Influencer Marketing, A Journey

Thought Leadership
edward.kitchingman
Drawing on the largest ever study into influencer Instagram ad posts (over 100,000 posts and 185,000,000 interactions), Influencer Marketing, A Journey looks at the brands using influencers, the impact, the shortfalls and where we as marketers go from here to ensure the long-term validity of the influencer industry. Here, its author Edward Kitchingman, social strategist and We Are Social alumni, explains his finding in three clear stages.

The Beginning
Influencer marketing stemmed from media fragmentation and audience selectivity. This led to social media creating stars from everyday people, those who could offer up authenticity in a world of distrust, through their content. To their followers they are authentic and trustworthy, they inspire them to try new things. Reacting to the dual challenge of media fragmentation and ad-blocking and observing the power of influencer-follower relationships, brands began to co-opt this influence to create a billion-dollar industry.

The Explosion
Soon, brands as varied as Pepsi and American Express were using social influencers. Of the 115 brands tracked, over half were using influencers as often as every month in 2017. The study found that, despite the incursion of celebrities, reality TV stars and publications into their territory, it is still the social media influencer that drives the highest engagement. Such was their strength that traditionally low interest categories like finance were not a barrier to audience engagement.

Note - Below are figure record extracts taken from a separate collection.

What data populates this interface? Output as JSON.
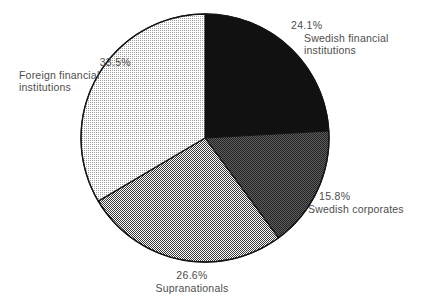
{
  "chart_data": {
    "type": "pie",
    "title": "",
    "subtitle": "",
    "xlabel": "",
    "ylabel": "",
    "legend_position": "none",
    "grid": false,
    "start_angle_deg": 0,
    "direction": "clockwise",
    "categories": [
      "Swedish financial institutions",
      "Swedish corporates",
      "Supranationals",
      "Foreign financial institutions"
    ],
    "values": [
      24.1,
      15.8,
      26.6,
      33.5
    ],
    "value_labels": [
      "24.1%",
      "15.8%",
      "26.6%",
      "33.5%"
    ],
    "units": "percent",
    "slices": [
      {
        "label": "Swedish financial institutions",
        "value": 24.1,
        "value_label": "24.1%",
        "color": "#111111",
        "fill_style": "solid-black",
        "label_position": "top-right"
      },
      {
        "label": "Swedish corporates",
        "value": 15.8,
        "value_label": "15.8%",
        "color": "#3c3c3c",
        "fill_style": "dark-dither",
        "label_position": "right"
      },
      {
        "label": "Supranationals",
        "value": 26.6,
        "value_label": "26.6%",
        "color": "#9a9a9a",
        "fill_style": "medium-dither",
        "label_position": "bottom"
      },
      {
        "label": "Foreign financial institutions",
        "value": 33.5,
        "value_label": "33.5%",
        "color": "#dcdcdc",
        "fill_style": "light-dither",
        "label_position": "left"
      }
    ]
  },
  "labels": {
    "swedish_financial": {
      "percent": "24.1%",
      "name_line1": "Swedish financial",
      "name_line2": "institutions"
    },
    "swedish_corporates": {
      "percent": "15.8%",
      "name_line1": "Swedish corporates"
    },
    "supranationals": {
      "percent": "26.6%",
      "name_line1": "Supranationals"
    },
    "foreign_financial": {
      "percent": "33.5%",
      "name_line1": "Foreign financial",
      "name_line2": "institutions"
    }
  },
  "colors": {
    "background": "#ffffff",
    "text": "#4d4d4d",
    "outline": "#1a1a1a",
    "slice_black": "#111111",
    "slice_dark_gray": "#3c3c3c",
    "slice_medium_gray": "#9a9a9a",
    "slice_light_gray": "#dcdcdc"
  }
}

Micro-influencers were also the predominant influencer type used for all categories, apart from finance, aided by a perceived greater authenticity and relatively low cost.

There were, however, a number of challenges facing the industry.

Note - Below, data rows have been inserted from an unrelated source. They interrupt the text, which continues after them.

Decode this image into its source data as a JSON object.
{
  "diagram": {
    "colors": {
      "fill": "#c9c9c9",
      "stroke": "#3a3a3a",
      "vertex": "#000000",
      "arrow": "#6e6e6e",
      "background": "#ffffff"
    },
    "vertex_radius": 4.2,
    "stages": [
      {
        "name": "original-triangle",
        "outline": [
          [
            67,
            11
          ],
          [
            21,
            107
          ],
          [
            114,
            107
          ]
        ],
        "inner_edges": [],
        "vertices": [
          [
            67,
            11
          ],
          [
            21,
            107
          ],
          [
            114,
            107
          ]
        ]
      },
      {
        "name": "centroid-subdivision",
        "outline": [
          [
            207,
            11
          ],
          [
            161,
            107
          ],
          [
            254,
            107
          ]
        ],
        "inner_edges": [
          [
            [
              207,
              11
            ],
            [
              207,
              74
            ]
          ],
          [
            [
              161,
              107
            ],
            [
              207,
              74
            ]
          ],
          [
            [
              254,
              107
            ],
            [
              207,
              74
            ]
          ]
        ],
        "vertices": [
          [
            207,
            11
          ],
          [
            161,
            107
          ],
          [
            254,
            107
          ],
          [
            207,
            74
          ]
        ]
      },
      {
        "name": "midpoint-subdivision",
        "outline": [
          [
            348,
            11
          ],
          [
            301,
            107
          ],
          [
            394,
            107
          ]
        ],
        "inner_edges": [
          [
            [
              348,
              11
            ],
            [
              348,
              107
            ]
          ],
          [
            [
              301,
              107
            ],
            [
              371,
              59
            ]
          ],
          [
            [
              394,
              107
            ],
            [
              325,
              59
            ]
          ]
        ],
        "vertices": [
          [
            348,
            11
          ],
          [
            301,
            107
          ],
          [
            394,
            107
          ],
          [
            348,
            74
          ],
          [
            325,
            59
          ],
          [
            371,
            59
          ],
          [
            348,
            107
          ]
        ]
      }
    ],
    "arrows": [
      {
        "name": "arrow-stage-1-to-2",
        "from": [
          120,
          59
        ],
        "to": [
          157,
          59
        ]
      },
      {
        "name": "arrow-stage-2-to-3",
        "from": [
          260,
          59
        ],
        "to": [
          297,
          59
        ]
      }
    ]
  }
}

The explosion in influencers and influencer marketing has been built on trust. For the audience, it is that the influencers they follow are honest and authentic. For brands, it is that the followers the influencer has are authentic and engaged. However, many high-profile influencers have gone from authenticity to commodity and followers have gone from being part of a community to being potential customers.

As a commodity, the authenticity that the audience first identified with has been shed. The result is a decline in engagement. The study found that 65% of influencers with followers of more than 1m have an engagement of less than 2% for their ad posts. Endorsement-irrelevancy, built from short-termism, has resulted in influencers being stuck in a repeated algorithmic hell of sponsored content, being seen by fewer people because of previous unengaging sponsored content.

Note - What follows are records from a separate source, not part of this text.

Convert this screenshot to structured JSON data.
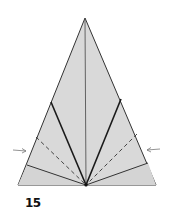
{
  "diagram": {
    "step_number": "15",
    "colors": {
      "paper_fill": "#d9d9d9",
      "outline": "#333333",
      "fold_line": "#1a1a1a",
      "arrow": "#777777"
    },
    "outer_triangle": {
      "apex": [
        85,
        18
      ],
      "base_left": [
        18,
        185
      ],
      "base_right": [
        156,
        185
      ]
    },
    "convergence_point": [
      86,
      185
    ],
    "center_crease": {
      "from": [
        85,
        20
      ],
      "to": [
        86,
        185
      ]
    },
    "inner_flap_corners": {
      "left": [
        51,
        102
      ],
      "right": [
        121,
        99
      ]
    },
    "lower_flap_corners": {
      "left": [
        27,
        165
      ],
      "right": [
        148,
        163
      ]
    },
    "valley_fold_lines": [
      {
        "from": [
          36,
          137
        ],
        "to": [
          86,
          185
        ],
        "style": "dashed"
      },
      {
        "from": [
          137,
          134
        ],
        "to": [
          86,
          185
        ],
        "style": "dashed"
      }
    ],
    "arrows": [
      {
        "name": "left-push-arrow",
        "from": [
          13,
          150
        ],
        "to": [
          27,
          151
        ],
        "direction": "right"
      },
      {
        "name": "right-push-arrow",
        "from": [
          160,
          149
        ],
        "to": [
          146,
          150
        ],
        "direction": "left"
      }
    ]
  }
}
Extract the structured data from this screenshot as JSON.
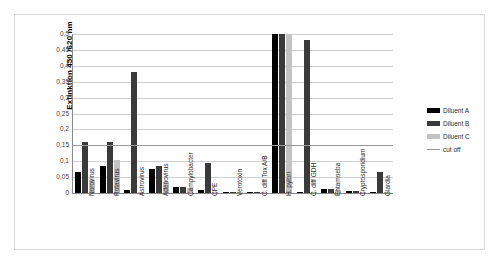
{
  "chart_data": {
    "type": "bar",
    "title": "",
    "xlabel": "",
    "ylabel": "Extinktion 450 /620 nm",
    "ylim": [
      0,
      0.5
    ],
    "ytick_labels": [
      "0,5",
      "0,45",
      "0,4",
      "0,35",
      "0,3",
      "0,25",
      "0,2",
      "0,15",
      "0,1",
      "0,05",
      "0"
    ],
    "ytick_values": [
      0.5,
      0.45,
      0.4,
      0.35,
      0.3,
      0.25,
      0.2,
      0.15,
      0.1,
      0.05,
      0
    ],
    "grid": true,
    "legend_position": "right",
    "categories": [
      "Norovirus",
      "Rotavirus",
      "Astrovirus",
      "Adenovirus",
      "Campylobacter",
      "CPE",
      "Verotoxin",
      "C. diff Tox A/B",
      "H. pylori",
      "C. diff GDH",
      "Entamoeba",
      "Cryptosporidium",
      "Giardia"
    ],
    "series": [
      {
        "name": "Diluent A",
        "color": "#000000",
        "values": [
          0.065,
          0.085,
          0.01,
          0.075,
          0.02,
          0.008,
          0.002,
          0.003,
          0.5,
          0.003,
          0.012,
          0.005,
          0.002
        ]
      },
      {
        "name": "Diluent B",
        "color": "#3a3a3a",
        "values": [
          0.16,
          0.16,
          0.38,
          0.085,
          0.02,
          0.095,
          0.002,
          0.004,
          0.5,
          0.48,
          0.013,
          0.006,
          0.065
        ]
      },
      {
        "name": "Diluent C",
        "color": "#c2c2c2",
        "values": [
          0.04,
          0.105,
          0.002,
          0.035,
          0.015,
          0.004,
          0.001,
          0.002,
          0.5,
          0.002,
          0.008,
          0.004,
          0.002
        ]
      }
    ],
    "cut_off": {
      "name": "cut off",
      "color": "#9a9a9a",
      "value": 0.15
    }
  },
  "legend": {
    "entries": [
      {
        "label": "Diluent A",
        "type": "swatch-a"
      },
      {
        "label": "Diluent B",
        "type": "swatch-b"
      },
      {
        "label": "Diluent C",
        "type": "swatch-c"
      },
      {
        "label": "cut off",
        "type": "line"
      }
    ]
  }
}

Influence as a currency for advertising has increased the need to be seen as influential. The more followers influencers have, the more reach they can claim and the more money they can earn. The problem is that you no longer need to build it, you can buy it; as the New York Times discovered, people are buying followers to look influential to society and brands alike.

We are at a crossroads. Trust of both the audiences and the brand is being abused, while our newsfeed is being over-saturated by partnerships because brands cannot see an alternative to the current status quo.

New World, New Rules
To solve these challenges, we need new rules for a new world, where we:


To see the full research, you can view the Slideshare here.